Three boys are playing an impromptu game of hockey in front of the bus stop at the corner, using a crushed old Coke can as a puck. No goalie, not even much interest in the sport, as far as I can tell, except for the one who’s struck that classic hockey pose: bent at the hips and leaning ready to the right, the boy corrals the puck with his cheap, plywood stick and his head sits at that intent angle as he considers his foe: the goalie, clothed in the peculiar armour of his kind, standing tall against the coming attack.
But there isn’t actually either a goalie or a net; the other two boys aren’t, in fact, really playing: one is tying the laces of a skate that seems far too large for him while the other is glancing listlessly around in the early evening gloam. The boy with the hockey stick and willing imagination is almost as invisible to his friends as are the other passersby, such as: a pale young man in muted browns and blacks stuttering, “I do that–I used to do that–when I was a kid;” two almost elderly men intent on a bingo scratch and win ticket, one leaning on his grocery-laden e-bike and his eyebrows raised in unconscious memorial to lost bifocals, the other hunching over the card like a teen huddling around his smartphone; a 30-something man, striding past in festive red t-shirt and 80s-style gold chain, his matching red cotton jacket slung with only a little defiance over his left arm, for it is unnaturally warm for late December; a very young girl in rain boots and too many layers transfixed by the multi-coloured flashing star placed at knee level in the convenience store; and a middle-aged woman with curling hair and bright white sneakers for her sore feet, on her way to get cat food.
***
Three days before Christmas and in my neighbourhood, there’s almost no sense that this is so. Never much of a place for either spontaneous or seasonal displays of joy or camaraderie, my street seems this year to have almost entirely forgotten that it, even nominally, exists in a time and space shared by others. On my way to get the cat food and then back, I kept my eye out for houses boasting decorations, such as lights or wilting pine boughs, and counted exactly two.
I’m sure the weather is part of this absence of gesture; it’s been delightfully warm lately; snow and cold seem like memories of another place, or something seen in a TV movie watched years ago with people whose faces have already been forgotten. My, and apparently many others’, consciousness of what is apparently still North America’s biggest holiday seems to have been reduced to half-noted news reports about the busiest shopping day of the year (tomorrow) and the busiest day at the airport (last Friday).
I haven’t even seen one of those “Jesus is the reason for the season” signs this year; there are usually at least a few out to remind one that, for good or ill, things haven’t become entirely dislocated from the Christmases of my youth. I’m beginning to think that the real reason for the season, now, is this: statutory holidays. Paid days off this year have so arranged themselves with the work week as to create two long weekends in a row; this seems like an entirely legitimate reason to celebrate with tryptophan, cranberry sauce and mashed potatoes.

Come hell, high water or hypertension, our culture seems determined to win at winning, faster and better than ever before. This makes it difficult, I suspect, for people to even consider the time and patience required to do things outside the normal daily catastrophe. Things like decorating one’s porch or going shopping without a pre-written list or not having a meltdown in the airport because the lineup is so long or remembering the basic meaning of “holiday,” the secular or religious alike are bound to be sacrificed to success, whatever that means.
If I knew how to do anything crafty at all, I would take it upon myself to create a very labour- and time-intensive banner, to be strung up outside my house, for this, the most wound-up time of the year; it would say, in fancy cursive and bright but soothing lights, “Slow it down. It’s alright. Yes, really.”
Same here in Dallas 20C, few Christmas lights, no Merry Christmas or Happy Holidays. There is quite stir over Yeti cups in the 24 or 30oz size. That accounts for perhaps two-thirds of the calls I answer. Sales people are tire of explaining over the phone that we don’t have any and no we don’t know if more are coming in, and no there is no one we can call.
People in cars have a spirit that is diametrically opposed to Christmas or anything Jesus ever said. The war on Christmas has been won by the credit card companies. An infant in a manger never stood a chance, let alone be allowed to enter the US, especially how his parents dressed.
It’s going to be 23C and I am back in my cave at work tuning and waxing skis. It’s a record year for ski service.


Task brief: Your answer should be the complete data, copied exactly.

Task material:
------------------------------------------------------------

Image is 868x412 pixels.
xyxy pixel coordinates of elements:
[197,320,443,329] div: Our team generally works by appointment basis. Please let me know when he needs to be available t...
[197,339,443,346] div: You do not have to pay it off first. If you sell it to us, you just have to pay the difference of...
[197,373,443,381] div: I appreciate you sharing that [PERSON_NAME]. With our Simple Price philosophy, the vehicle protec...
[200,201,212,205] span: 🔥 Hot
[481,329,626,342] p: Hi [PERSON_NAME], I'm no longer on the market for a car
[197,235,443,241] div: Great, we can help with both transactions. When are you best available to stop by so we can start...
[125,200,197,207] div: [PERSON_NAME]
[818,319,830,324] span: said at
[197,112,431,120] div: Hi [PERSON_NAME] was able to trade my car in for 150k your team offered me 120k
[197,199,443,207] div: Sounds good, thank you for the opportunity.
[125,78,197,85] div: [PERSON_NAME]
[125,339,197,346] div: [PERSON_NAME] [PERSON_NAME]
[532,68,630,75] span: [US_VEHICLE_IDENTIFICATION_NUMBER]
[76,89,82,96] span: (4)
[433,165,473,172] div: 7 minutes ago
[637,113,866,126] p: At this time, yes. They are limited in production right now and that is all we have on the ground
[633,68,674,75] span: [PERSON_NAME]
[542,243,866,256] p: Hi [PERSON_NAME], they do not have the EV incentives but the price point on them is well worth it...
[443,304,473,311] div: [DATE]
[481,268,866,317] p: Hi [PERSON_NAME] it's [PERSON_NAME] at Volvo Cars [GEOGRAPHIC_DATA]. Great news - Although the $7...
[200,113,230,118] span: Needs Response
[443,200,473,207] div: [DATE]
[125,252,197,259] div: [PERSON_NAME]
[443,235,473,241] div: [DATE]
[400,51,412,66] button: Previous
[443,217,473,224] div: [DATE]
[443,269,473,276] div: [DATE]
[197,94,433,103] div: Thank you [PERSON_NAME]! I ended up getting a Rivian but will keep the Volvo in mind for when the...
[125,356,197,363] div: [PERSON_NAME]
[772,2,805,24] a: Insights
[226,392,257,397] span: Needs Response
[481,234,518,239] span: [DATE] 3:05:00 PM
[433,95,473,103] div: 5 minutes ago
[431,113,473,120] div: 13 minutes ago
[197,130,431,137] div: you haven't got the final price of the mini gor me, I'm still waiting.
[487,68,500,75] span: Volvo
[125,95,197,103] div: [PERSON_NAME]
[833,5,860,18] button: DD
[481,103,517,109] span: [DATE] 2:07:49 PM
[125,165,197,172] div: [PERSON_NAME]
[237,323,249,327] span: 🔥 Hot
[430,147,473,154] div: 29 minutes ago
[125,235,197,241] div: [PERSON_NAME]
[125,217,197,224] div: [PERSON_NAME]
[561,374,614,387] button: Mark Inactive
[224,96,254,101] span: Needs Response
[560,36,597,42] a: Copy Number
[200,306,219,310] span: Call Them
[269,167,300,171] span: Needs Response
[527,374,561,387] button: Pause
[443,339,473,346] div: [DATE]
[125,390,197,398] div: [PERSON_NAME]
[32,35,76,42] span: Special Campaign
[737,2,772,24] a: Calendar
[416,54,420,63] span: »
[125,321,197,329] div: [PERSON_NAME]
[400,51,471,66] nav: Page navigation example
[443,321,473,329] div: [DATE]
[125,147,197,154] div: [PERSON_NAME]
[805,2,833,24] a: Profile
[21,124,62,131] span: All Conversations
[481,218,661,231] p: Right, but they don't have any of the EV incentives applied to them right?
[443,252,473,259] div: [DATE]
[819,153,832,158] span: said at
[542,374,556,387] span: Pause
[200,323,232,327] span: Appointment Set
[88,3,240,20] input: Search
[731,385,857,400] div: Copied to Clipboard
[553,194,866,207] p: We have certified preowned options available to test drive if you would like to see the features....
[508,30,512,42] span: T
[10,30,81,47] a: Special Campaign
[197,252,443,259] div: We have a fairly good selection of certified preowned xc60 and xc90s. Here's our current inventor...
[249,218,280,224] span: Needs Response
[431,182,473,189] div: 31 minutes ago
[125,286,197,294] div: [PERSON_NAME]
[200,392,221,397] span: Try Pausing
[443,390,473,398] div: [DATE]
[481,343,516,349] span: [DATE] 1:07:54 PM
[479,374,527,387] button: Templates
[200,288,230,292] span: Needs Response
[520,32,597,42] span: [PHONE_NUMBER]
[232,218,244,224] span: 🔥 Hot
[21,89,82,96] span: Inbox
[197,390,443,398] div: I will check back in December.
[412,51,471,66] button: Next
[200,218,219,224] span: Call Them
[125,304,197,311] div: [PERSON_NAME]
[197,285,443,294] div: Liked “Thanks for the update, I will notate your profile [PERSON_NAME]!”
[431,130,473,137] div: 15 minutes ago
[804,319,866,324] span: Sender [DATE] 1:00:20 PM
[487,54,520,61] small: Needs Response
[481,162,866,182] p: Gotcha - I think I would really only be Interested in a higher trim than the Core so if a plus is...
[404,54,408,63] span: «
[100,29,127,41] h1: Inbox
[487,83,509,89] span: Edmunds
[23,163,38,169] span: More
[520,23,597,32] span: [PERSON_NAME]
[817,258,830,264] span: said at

------------------------------------------------------------

Solution:
Image is 868x412 pixels.
xyxy pixel coordinates of elements:
[197,320,443,329] div: Our team generally works by appointment basis. Please let me know when he needs to be available t...
[197,339,443,346] div: You do not have to pay it off first. If you sell it to us, you just have to pay the difference of...
[197,373,443,381] div: I appreciate you sharing that [PERSON_NAME]. With our Simple Price philosophy, the vehicle protec...
[200,201,212,205] span: 🔥 Hot
[481,329,626,342] p: Hi [PERSON_NAME], I'm no longer on the market for a car
[197,235,443,241] div: Great, we can help with both transactions. When are you best available to stop by so we can start...
[125,200,197,207] div: [PERSON_NAME]
[818,319,830,324] span: said at
[197,112,431,120] div: Hi [PERSON_NAME] was able to trade my car in for 150k your team offered me 120k
[197,199,443,207] div: Sounds good, thank you for the opportunity.
[125,78,197,85] div: [PERSON_NAME]
[125,339,197,346] div: [PERSON_NAME] [PERSON_NAME]
[532,68,630,75] span: [US_VEHICLE_IDENTIFICATION_NUMBER]
[76,89,82,96] span: (4)
[433,165,473,172] div: 7 minutes ago
[637,113,866,126] p: At this time, yes. They are limited in production right now and that is all we have on the ground
[633,68,674,75] span: [PERSON_NAME]
[542,243,866,256] p: Hi [PERSON_NAME], they do not have the EV incentives but the price point on them is well worth it...
[443,304,473,311] div: [DATE]
[481,268,866,317] p: Hi [PERSON_NAME] it's [PERSON_NAME] at Volvo Cars [GEOGRAPHIC_DATA]. Great news - Although the $7...
[200,113,230,118] span: Needs Response
[443,200,473,207] div: [DATE]
[125,252,197,259] div: [PERSON_NAME]
[443,235,473,241] div: [DATE]
[400,51,412,66] button: Previous
[443,217,473,224] div: [DATE]
[443,269,473,276] div: [DATE]
[197,94,433,103] div: Thank you [PERSON_NAME]! I ended up getting a Rivian but will keep the Volvo in mind for when the...
[125,356,197,363] div: [PERSON_NAME]
[772,2,805,24] a: Insights
[226,392,257,397] span: Needs Response
[481,234,518,239] span: [DATE] 3:05:00 PM
[433,95,473,103] div: 5 minutes ago
[431,113,473,120] div: 13 minutes ago
[197,130,431,137] div: you haven't got the final price of the mini gor me, I'm still waiting.
[487,68,500,75] span: Volvo
[125,95,197,103] div: [PERSON_NAME]
[833,5,860,18] button: DD
[481,103,517,109] span: [DATE] 2:07:49 PM
[125,165,197,172] div: [PERSON_NAME]
[237,323,249,327] span: 🔥 Hot
[430,147,473,154] div: 29 minutes ago
[125,235,197,241] div: [PERSON_NAME]
[125,217,197,224] div: [PERSON_NAME]
[561,374,614,387] button: Mark Inactive
[224,96,254,101] span: Needs Response
[560,36,597,42] a: Copy Number
[200,306,219,310] span: Call Them
[269,167,300,171] span: Needs Response
[527,374,561,387] button: Pause
[443,339,473,346] div: [DATE]
[125,390,197,398] div: [PERSON_NAME]
[32,35,76,42] span: Special Campaign
[737,2,772,24] a: Calendar
[416,54,420,63] span: »
[125,321,197,329] div: [PERSON_NAME]
[400,51,471,66] nav: Page navigation example
[443,321,473,329] div: [DATE]
[125,147,197,154] div: [PERSON_NAME]
[805,2,833,24] a: Profile
[21,124,62,131] span: All Conversations
[481,218,661,231] p: Right, but they don't have any of the EV incentives applied to them right?
[443,252,473,259] div: [DATE]
[819,153,832,158] span: said at
[542,374,556,387] span: Pause
[200,323,232,327] span: Appointment Set
[88,3,240,20] input: Search
[731,385,857,400] div: Copied to Clipboard
[553,194,866,207] p: We have certified preowned options available to test drive if you would like to see the features....
[508,30,512,42] span: T
[10,30,81,47] a: Special Campaign
[197,252,443,259] div: We have a fairly good selection of certified preowned xc60 and xc90s. Here's our current inventor...
[249,218,280,224] span: Needs Response
[431,182,473,189] div: 31 minutes ago
[125,286,197,294] div: [PERSON_NAME]
[200,392,221,397] span: Try Pausing
[443,390,473,398] div: [DATE]
[481,343,516,349] span: [DATE] 1:07:54 PM
[479,374,527,387] button: Templates
[200,288,230,292] span: Needs Response
[520,32,597,42] span: [PHONE_NUMBER]
[232,218,244,224] span: 🔥 Hot
[21,89,82,96] span: Inbox
[197,390,443,398] div: I will check back in December.
[412,51,471,66] button: Next
[200,218,219,224] span: Call Them
[125,304,197,311] div: [PERSON_NAME]
[197,285,443,294] div: Liked “Thanks for the update, I will notate your profile [PERSON_NAME]!”
[431,130,473,137] div: 15 minutes ago
[804,319,866,324] span: Sender [DATE] 1:00:20 PM
[487,54,520,61] small: Needs Response
[481,162,866,182] p: Gotcha - I think I would really only be Interested in a higher trim than the Core so if a plus is...
[404,54,408,63] span: «
[100,29,127,41] h1: Inbox
[487,83,509,89] span: Edmunds
[23,163,38,169] span: More
[520,23,597,32] span: [PERSON_NAME]
[817,258,830,264] span: said at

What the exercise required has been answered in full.